Thursday, December 11, 2003

Judicial activism vs. mob rule

If I never again hear the loaded term "judicial activism," it will be too soon. Throughout our nations' history, that characterization of a given federal court ruling has been shown time and again to be based primarily upon the question of whose ox gets gored.

In the 1930s, liberals screamed judicial activism when the U.S. Supreme Court killed off some of FDR's more imaginative "alphabet agencies." In the 1960s, conservatives got equally rowdy when the rights of the accused were vigorously protected by the Miranda ruling.

These days, it seems that nearly every high court ruling is promptly slandered as the product of someone's judicial activism. "These matters should be left to legislators," is the common refrain from one side or the other. The logical problem with that reaction is that judicial interpretation of laws - relative to the Constitution - is our nation's most essential bulwark against the tyranny of the majority.

If the state legislatures of America were free to do anything they wanted, the rights of Americans would be altered every time we crossed a state line. That's not a nation, that's a confederation. When Americans tried confederation as an alternative to federalism, the results were a disaster. The Constitution was written as an alternative to the Articles of Confederation as a specific remedy the interstate squabbling which, among other things, levied tariffs on other states.

Then, in the short-lived Confederate States of America, dustups between the several sovereign states caused them nearly as much grief as the Army of the Potomac. For instance, Georgia kept its militias home for the first critical months of the war because duly-elected legislators decided Virginia's problems with the United States Army were Virginia's, not Georgia's. They later relented, but in the early days of the Civil War it was Georgia state law that Georgia troops would be permitted to fight the Federals when and if they crossed the Georgia state line, and not a moment sooner. One shudders to think what such an arrangement would have meant for the world in 1941.

Part of the reason the hackneyed and meaningless term "judicial activism" crops up so often in American history is that people have very short memories. The fact of the matter is, there have been cases of supposed judicial activism that unquestionably turned out to be the right thing to do.

Laws forbidding interracial marriage were struck from the books only within my lifetime. There were tens of millions of people, black and white, who believed interracial marriage was wrong, so legislatures encoded that belief into state laws. But those laws violated constitutional guarantees of freedom of association, so the court struck them down. In other words, it was judicial activism that killed off racist laws allowing states to decide who could marry whom based on skin color.

Moreover, there is a built-in remedy for judicial activism. If courts do stray too far from the will of the majority, that remedy is constitutional amendment. Amendments are really hard to adopt because our founding fathers didn't want folks messing around with the country's master legal document unless there was an overwhelming majority who thought it absolutely necessary. Of the hundreds of amendments proposed over the years, fewer than one out of ten has actually gotten further than introduction on the floor of Congress or a state legislature. And that, for better or worse, validates all those court rulings characterized as judicial activism, simply because Americans have not seen fit to exercise our collective right to overturn them.

It's a bitter pill to swallow for supporters of the Equal Rights Amendment, the Balanced Budget Amendment or the Right to Life Amendment, but in the absence of action by the constitutionally mandated super-majority, the statutes and prior rulings those amendments were designed to get around must be allowed to stand. That doesn't mean the Supreme Court was right or the proposed amendments were wrong, it just means that the rule of law has prevailed. And that's far more important than any single issue or statute could ever be.

As distasteful as some U.S. Supreme Court decisions have been (and this week's majority ruling on campaign finance reform, in this writer's opinion, stinks out loud), without judicial interpretation of the Constitution, we're in danger of living in a nation run by a majority with no limits on its power. And that's an incredibly dangerous state of affairs: Remember, a lynch mob is a majority too.

So let's knock off the ceaseless, pointless diatribes against judicial activism; the sole alternative is mob rule. As society changes and grows, our courts act to moderate the capricious will of the majority. Each side is going to win a few and lose a few, and that, in turn, will continue to nurture and sustain the great American tradition of responsible government. The creators of the Constitution who carefully balanced powers between the branches of government, and between state and federal authority, were brilliant, even prescient.

Ask any happily married interracial couple.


Report every line in the listing below where the string "Geography" shows up.

# Records for the task
*** Block opens ***

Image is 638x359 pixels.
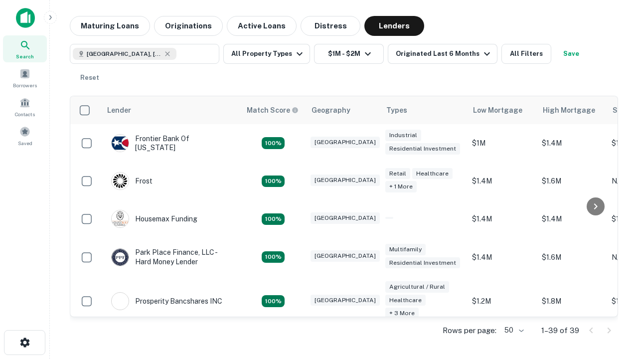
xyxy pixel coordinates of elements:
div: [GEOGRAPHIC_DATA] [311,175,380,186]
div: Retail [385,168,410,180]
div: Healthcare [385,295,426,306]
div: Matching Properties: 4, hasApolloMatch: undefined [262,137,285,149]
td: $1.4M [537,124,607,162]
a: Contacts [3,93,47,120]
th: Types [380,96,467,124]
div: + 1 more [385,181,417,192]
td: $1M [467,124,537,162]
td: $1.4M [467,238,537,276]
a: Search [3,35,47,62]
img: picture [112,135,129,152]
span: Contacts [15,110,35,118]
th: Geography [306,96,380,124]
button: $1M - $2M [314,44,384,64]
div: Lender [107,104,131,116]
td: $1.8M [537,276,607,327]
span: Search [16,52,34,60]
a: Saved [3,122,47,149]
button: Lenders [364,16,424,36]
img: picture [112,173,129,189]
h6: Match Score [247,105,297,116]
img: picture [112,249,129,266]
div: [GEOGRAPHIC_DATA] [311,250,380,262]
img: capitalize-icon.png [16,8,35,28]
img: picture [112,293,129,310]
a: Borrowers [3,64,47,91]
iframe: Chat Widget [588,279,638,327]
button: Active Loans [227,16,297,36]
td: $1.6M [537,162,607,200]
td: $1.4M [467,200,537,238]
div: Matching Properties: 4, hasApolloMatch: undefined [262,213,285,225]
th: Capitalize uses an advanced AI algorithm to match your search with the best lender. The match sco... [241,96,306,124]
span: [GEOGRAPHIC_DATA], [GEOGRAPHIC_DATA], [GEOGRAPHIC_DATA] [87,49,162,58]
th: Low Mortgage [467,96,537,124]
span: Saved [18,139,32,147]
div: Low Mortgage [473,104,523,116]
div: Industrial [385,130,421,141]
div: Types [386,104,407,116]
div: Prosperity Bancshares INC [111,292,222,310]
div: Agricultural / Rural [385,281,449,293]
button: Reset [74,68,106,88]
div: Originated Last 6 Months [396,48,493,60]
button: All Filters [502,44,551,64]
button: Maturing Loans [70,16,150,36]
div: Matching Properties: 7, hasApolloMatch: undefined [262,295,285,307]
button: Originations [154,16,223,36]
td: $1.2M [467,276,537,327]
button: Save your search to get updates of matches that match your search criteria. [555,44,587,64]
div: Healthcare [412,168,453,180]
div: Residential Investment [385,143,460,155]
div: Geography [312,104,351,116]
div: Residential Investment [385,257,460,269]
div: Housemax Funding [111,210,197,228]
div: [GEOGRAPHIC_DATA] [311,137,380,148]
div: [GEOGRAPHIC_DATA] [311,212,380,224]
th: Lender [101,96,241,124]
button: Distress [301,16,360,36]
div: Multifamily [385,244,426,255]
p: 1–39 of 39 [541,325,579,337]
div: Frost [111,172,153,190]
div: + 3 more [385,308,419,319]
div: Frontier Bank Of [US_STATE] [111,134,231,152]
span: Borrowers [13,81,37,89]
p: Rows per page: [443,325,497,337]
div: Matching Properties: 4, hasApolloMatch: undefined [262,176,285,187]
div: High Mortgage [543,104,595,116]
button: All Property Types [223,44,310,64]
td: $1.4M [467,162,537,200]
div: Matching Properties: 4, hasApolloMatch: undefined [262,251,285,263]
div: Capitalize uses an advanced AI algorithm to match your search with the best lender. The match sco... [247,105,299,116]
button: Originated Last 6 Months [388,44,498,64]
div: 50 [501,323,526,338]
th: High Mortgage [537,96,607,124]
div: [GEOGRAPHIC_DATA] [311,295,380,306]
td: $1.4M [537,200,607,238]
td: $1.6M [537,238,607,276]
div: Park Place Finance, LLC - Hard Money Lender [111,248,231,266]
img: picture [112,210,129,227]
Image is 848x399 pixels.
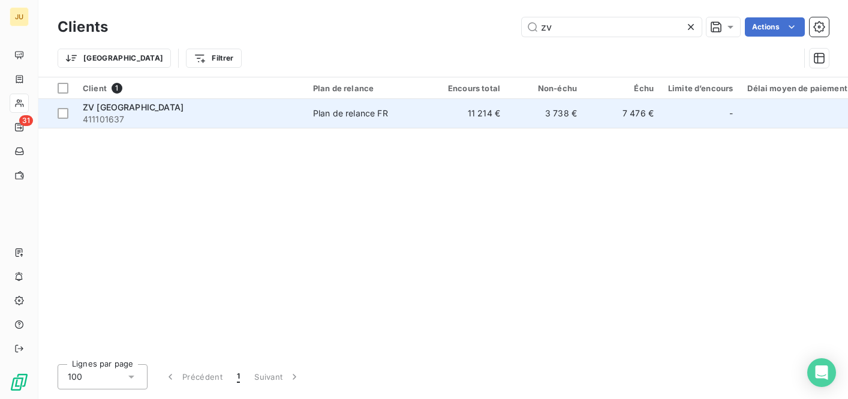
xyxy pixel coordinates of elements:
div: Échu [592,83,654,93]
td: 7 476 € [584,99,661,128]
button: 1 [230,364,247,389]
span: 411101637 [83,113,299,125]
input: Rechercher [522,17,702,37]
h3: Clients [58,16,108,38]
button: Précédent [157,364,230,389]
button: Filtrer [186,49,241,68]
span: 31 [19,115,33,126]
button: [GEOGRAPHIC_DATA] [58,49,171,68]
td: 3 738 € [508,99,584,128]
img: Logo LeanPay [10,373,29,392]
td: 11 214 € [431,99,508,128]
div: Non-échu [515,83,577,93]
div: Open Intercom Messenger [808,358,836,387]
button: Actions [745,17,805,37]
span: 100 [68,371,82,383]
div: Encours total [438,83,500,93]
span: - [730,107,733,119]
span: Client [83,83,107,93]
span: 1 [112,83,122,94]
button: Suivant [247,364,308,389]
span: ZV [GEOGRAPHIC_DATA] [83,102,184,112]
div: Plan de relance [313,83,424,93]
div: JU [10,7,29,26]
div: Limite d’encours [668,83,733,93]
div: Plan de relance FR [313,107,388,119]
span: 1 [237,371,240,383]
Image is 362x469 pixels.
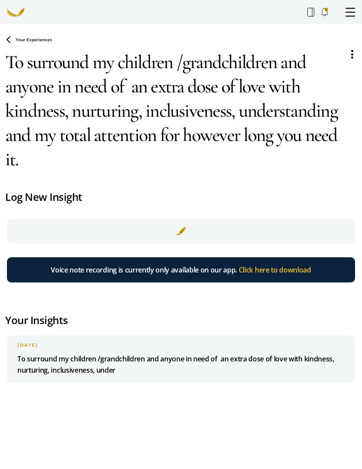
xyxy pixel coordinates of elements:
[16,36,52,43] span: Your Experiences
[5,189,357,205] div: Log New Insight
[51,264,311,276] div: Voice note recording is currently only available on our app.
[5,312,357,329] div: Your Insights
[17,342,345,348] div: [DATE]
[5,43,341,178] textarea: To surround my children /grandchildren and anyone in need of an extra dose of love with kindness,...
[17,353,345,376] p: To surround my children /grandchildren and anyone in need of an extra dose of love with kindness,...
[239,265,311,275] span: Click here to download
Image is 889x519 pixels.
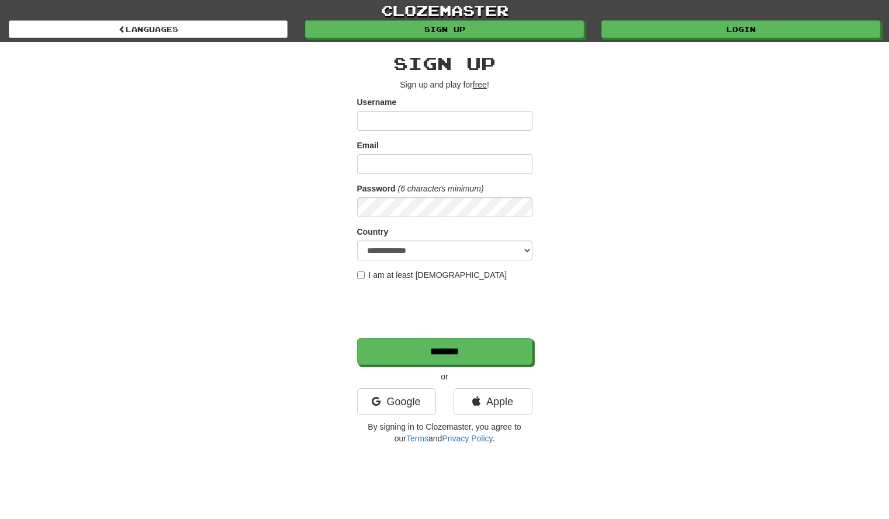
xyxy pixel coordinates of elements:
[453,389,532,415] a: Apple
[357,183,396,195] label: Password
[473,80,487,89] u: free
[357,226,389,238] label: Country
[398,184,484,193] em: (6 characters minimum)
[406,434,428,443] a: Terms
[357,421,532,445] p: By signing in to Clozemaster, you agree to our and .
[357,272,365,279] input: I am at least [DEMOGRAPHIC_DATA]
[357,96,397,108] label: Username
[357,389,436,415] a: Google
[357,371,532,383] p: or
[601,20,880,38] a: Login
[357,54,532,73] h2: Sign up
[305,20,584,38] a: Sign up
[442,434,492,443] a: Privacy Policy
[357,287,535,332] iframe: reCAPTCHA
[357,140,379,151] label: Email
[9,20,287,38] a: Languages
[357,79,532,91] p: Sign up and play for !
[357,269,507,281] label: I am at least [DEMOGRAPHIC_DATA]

*** Block closes ***
*** Block opens ***

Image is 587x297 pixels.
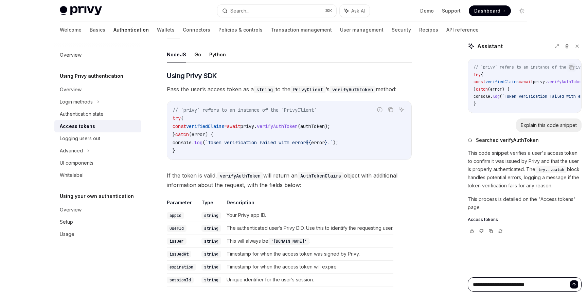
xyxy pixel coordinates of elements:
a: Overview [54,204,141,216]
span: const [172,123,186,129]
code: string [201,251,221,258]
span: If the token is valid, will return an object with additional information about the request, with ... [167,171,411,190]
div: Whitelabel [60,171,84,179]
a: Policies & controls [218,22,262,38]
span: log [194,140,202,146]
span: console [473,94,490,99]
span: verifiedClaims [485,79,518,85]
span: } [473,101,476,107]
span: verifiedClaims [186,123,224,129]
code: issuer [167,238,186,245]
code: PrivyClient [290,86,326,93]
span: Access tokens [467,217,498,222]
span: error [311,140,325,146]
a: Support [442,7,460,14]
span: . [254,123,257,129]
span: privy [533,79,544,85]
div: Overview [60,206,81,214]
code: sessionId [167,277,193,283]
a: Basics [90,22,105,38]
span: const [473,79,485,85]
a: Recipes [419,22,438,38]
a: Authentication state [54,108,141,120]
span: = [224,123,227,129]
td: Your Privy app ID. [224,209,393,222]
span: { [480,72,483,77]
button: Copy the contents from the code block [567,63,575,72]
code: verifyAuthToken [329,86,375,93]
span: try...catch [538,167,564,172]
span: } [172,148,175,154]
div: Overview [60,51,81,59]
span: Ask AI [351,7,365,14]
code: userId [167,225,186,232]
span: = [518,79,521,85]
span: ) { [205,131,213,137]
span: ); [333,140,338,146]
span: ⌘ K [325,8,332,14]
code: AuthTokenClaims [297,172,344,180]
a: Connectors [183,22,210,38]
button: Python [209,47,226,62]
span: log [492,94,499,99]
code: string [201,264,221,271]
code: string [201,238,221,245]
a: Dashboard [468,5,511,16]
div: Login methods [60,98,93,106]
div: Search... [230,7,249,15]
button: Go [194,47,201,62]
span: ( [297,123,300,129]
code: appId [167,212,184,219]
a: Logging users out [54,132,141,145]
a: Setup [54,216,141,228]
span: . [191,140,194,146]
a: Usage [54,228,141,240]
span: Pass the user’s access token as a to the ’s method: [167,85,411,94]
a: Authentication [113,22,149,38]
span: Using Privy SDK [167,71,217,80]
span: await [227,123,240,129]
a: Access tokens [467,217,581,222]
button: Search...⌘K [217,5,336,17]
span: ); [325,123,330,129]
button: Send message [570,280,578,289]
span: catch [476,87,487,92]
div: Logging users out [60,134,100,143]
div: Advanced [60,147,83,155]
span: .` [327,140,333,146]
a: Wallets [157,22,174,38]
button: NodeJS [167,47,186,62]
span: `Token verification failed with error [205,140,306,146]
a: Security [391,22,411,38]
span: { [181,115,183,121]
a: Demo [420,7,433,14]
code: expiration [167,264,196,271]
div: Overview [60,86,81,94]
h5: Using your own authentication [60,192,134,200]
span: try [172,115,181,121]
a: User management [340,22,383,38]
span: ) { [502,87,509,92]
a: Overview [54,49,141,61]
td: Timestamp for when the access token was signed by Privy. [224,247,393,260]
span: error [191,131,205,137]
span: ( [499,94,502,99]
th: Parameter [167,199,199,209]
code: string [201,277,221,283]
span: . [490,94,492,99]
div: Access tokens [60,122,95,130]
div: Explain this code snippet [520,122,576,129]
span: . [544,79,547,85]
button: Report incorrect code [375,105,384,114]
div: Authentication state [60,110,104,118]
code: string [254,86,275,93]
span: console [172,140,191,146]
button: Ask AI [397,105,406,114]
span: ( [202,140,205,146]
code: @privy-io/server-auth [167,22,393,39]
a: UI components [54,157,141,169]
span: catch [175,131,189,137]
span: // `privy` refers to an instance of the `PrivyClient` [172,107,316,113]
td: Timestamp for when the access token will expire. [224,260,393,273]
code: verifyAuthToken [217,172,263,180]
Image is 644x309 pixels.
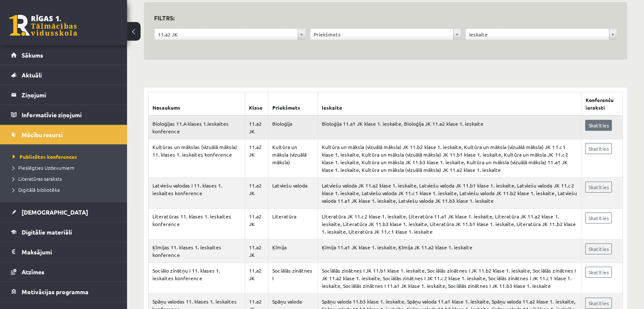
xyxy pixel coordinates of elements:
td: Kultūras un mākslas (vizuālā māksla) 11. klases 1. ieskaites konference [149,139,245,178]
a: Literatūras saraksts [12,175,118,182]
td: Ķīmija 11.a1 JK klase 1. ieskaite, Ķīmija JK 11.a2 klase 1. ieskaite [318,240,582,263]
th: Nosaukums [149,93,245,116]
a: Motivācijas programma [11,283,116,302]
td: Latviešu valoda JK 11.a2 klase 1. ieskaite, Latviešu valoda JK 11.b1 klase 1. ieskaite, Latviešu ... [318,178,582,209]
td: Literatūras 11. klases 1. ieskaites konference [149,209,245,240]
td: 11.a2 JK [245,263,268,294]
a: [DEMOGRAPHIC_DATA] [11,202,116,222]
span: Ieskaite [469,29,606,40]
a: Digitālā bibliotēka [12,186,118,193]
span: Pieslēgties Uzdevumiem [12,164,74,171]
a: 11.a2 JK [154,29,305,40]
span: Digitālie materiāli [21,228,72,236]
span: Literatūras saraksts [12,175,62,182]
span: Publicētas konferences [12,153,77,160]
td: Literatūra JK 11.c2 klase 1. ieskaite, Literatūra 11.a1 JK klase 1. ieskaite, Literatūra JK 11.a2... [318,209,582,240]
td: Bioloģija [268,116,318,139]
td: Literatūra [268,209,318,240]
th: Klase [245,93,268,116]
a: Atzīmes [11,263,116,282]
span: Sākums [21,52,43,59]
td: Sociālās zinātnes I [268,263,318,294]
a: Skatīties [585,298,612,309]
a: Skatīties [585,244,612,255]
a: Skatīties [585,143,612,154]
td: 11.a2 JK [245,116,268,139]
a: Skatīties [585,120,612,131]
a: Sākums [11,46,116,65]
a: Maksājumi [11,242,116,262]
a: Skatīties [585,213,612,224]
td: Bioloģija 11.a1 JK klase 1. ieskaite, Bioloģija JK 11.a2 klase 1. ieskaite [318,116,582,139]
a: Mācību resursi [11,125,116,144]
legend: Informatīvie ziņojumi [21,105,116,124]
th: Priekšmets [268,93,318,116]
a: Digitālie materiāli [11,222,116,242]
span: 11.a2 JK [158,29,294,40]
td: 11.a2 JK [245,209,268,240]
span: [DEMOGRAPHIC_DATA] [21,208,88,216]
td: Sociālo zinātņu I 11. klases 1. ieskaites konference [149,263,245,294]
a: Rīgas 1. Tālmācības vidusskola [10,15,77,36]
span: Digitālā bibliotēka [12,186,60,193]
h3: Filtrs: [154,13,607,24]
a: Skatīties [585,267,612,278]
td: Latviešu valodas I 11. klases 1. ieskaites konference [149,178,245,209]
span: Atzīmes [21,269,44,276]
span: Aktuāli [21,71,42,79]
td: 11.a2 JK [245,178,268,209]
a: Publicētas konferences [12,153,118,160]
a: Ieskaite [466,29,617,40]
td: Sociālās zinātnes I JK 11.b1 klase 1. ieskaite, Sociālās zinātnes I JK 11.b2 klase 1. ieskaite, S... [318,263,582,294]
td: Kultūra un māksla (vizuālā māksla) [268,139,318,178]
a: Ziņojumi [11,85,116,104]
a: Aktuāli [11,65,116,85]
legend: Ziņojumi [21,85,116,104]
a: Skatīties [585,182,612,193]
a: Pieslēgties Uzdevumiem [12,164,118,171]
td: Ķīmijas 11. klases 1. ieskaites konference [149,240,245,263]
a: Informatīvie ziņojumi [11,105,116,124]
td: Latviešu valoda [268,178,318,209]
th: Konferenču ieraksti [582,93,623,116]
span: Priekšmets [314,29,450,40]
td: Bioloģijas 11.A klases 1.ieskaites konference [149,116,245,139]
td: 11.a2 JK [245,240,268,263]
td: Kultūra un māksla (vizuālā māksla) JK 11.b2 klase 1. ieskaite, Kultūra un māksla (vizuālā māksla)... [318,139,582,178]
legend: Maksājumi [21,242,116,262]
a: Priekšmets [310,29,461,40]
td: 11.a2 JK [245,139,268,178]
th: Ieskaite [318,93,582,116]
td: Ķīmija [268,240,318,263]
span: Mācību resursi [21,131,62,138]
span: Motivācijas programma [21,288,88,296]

*** Block closes ***
*** Block opens ***

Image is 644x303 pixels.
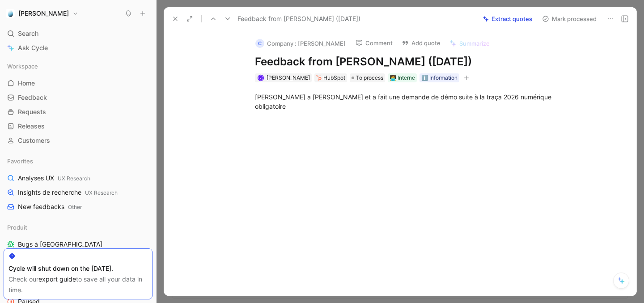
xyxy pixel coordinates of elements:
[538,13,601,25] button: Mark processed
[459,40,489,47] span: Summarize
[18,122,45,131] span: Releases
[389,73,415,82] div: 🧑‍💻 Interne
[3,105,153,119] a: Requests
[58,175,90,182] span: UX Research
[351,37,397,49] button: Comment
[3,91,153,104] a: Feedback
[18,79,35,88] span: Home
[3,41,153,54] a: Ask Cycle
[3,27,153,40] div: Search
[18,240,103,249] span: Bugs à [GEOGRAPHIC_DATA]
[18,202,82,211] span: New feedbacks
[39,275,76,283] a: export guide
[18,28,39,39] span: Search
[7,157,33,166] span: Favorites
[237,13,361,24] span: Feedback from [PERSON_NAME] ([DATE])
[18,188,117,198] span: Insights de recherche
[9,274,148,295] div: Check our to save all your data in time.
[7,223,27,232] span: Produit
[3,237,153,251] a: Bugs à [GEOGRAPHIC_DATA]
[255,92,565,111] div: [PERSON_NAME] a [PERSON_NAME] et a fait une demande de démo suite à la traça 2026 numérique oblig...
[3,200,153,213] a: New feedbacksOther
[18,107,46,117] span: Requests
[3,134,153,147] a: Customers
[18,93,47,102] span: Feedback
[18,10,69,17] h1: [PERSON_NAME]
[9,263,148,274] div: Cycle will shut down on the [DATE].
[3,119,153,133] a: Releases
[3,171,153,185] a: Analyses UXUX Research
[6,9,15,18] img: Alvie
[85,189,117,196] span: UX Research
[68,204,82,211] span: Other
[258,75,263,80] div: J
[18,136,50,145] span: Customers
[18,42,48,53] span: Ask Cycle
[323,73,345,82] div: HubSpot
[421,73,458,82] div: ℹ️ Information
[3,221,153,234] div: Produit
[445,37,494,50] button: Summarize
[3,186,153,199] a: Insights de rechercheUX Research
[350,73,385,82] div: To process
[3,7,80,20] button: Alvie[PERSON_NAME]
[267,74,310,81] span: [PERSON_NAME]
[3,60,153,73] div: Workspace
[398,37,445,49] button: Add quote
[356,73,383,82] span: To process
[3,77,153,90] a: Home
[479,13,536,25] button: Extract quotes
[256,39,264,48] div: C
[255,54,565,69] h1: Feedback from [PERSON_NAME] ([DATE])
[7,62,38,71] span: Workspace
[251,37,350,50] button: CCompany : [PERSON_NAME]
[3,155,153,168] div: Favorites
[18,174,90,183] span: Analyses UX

*** Block closes ***

# Task answer
th: Geography [306,96,380,124]
div: Geography [312,104,351,116]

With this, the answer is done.